Resource-reliant countries could find they are collateral damage in a looming trade war between the United States and China following the election of Donald Trump as the next president.
The price of most global commodities dipped on the news that he had won the presidential race.
Trump has promised to introduce a 10% universal tariff on imports from all foreign countries and a 60% tariff on imports from China.
A reduction in Chinese exports to the United States is expected to dampen Chinese demand for copper, zinc and iron ore, in particular. China is currently the major market for these commodities.
The fallout would be felt across the continent.

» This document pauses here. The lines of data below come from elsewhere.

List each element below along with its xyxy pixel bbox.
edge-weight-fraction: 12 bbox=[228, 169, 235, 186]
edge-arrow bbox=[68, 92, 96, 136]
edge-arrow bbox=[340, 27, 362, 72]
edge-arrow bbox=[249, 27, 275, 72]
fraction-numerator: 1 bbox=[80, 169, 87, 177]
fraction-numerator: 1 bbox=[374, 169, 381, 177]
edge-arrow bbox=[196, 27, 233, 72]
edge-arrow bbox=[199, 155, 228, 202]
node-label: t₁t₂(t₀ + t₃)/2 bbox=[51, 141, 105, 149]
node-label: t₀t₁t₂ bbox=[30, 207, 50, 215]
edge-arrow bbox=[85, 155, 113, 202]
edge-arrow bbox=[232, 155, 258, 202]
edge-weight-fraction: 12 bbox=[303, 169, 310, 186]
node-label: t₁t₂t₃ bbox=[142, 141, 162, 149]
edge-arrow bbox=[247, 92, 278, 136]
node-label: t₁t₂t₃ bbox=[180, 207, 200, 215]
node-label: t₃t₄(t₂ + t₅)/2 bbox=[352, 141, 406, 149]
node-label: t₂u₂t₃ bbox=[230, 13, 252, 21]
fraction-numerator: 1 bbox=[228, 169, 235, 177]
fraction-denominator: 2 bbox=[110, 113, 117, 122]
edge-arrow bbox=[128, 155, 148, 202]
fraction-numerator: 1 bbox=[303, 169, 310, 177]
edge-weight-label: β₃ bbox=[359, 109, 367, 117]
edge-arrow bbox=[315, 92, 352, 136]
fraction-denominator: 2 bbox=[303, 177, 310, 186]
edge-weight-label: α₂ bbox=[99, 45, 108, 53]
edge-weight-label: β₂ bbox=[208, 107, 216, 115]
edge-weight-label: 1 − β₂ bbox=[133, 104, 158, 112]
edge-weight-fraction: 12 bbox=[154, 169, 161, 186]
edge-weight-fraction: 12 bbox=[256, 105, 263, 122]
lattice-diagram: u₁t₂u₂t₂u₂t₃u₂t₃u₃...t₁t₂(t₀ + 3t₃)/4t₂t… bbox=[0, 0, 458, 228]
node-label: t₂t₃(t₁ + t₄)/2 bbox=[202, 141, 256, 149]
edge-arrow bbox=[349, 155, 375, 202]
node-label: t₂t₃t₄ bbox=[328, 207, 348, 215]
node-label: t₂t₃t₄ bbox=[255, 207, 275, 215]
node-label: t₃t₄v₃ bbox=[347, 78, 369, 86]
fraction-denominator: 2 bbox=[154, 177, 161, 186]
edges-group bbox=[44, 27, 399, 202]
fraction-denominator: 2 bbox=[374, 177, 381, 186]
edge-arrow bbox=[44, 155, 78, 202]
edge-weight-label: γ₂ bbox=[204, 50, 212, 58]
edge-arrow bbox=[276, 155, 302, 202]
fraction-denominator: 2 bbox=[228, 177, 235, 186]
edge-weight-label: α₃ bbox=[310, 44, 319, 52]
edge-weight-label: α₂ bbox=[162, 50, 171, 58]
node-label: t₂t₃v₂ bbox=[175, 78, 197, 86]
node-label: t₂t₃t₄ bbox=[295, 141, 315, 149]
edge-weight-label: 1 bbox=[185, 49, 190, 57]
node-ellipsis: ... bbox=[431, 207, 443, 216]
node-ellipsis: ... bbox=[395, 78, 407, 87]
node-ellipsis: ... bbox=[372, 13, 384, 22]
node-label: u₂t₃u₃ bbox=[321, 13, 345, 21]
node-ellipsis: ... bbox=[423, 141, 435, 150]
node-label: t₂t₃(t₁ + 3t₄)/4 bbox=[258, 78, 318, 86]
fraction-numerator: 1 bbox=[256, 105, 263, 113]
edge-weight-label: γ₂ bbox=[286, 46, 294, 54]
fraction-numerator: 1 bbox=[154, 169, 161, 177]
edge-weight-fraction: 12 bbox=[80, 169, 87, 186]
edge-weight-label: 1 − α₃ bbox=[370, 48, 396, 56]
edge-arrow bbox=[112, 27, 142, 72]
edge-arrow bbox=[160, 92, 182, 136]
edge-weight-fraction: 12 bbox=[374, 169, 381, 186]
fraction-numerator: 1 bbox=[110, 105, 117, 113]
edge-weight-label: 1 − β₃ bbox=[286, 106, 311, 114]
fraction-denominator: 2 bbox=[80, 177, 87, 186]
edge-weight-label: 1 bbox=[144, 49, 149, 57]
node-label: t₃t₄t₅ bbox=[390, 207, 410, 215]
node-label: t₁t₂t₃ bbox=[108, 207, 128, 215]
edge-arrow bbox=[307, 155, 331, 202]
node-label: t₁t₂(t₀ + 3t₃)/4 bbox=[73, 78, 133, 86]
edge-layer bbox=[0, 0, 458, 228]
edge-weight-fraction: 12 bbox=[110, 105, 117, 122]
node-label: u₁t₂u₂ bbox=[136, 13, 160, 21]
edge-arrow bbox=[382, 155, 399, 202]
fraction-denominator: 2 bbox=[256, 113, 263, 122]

According to the United Nations Conference on Trade and Development (Unctad), 45 out of 54 (83%) African countries are dependent on commodity exports.
Policy-wise, Trump is expected to continue to focus on what is good for American business.
During his first term he introduced the “Prosper Africa” programme.
“The main idea was to ease the cost of doing business, to smooth the process of doing business, between US and African business interests. To that extent, you could say that the Trump administration had a plan for Africa,” senior fellow for African Studies at the Council on Foreign Relations, Ralph Bunche, said in an online discussion.
Commentators point out that Africa did not feature on either candidate’s radar.
Speaking during the same discussion, senior fellow for Africa Policy studies, Michelle Gavin, said the lack of any direct reference to Africa during the campaign was a concern “in the context of national security concerns. There is an anachronistic idea that Africa is a peripheral part of the world that doesn’t affect the United States”.
Bunche believes that the general attitude towards Africa has shifted dramatically in the short four years that Trump has not been in office.
“We’ve had a major epidemic. We’ve since had the war in Ukraine and the consequences that came in the wake of that. It’s a different geostrategic environment, and one in which, arguably, the United States has lost considerable ground to some of the competition, especially China and Russia.
“A next Trump administration will have to come to terms with the fact that it is no longer the Africa that was there four years ago, that things have changed drastically.”
There is consensus among analysts that the United States will be competing against China and Russia, primarily to secure supplies of strategic minerals.
“There are so many different external actors who see Africa as a critical part of their grand strategy going forward, and have even less confidence in the United States to take the interests of African populations necessarily into account,” added Gavin.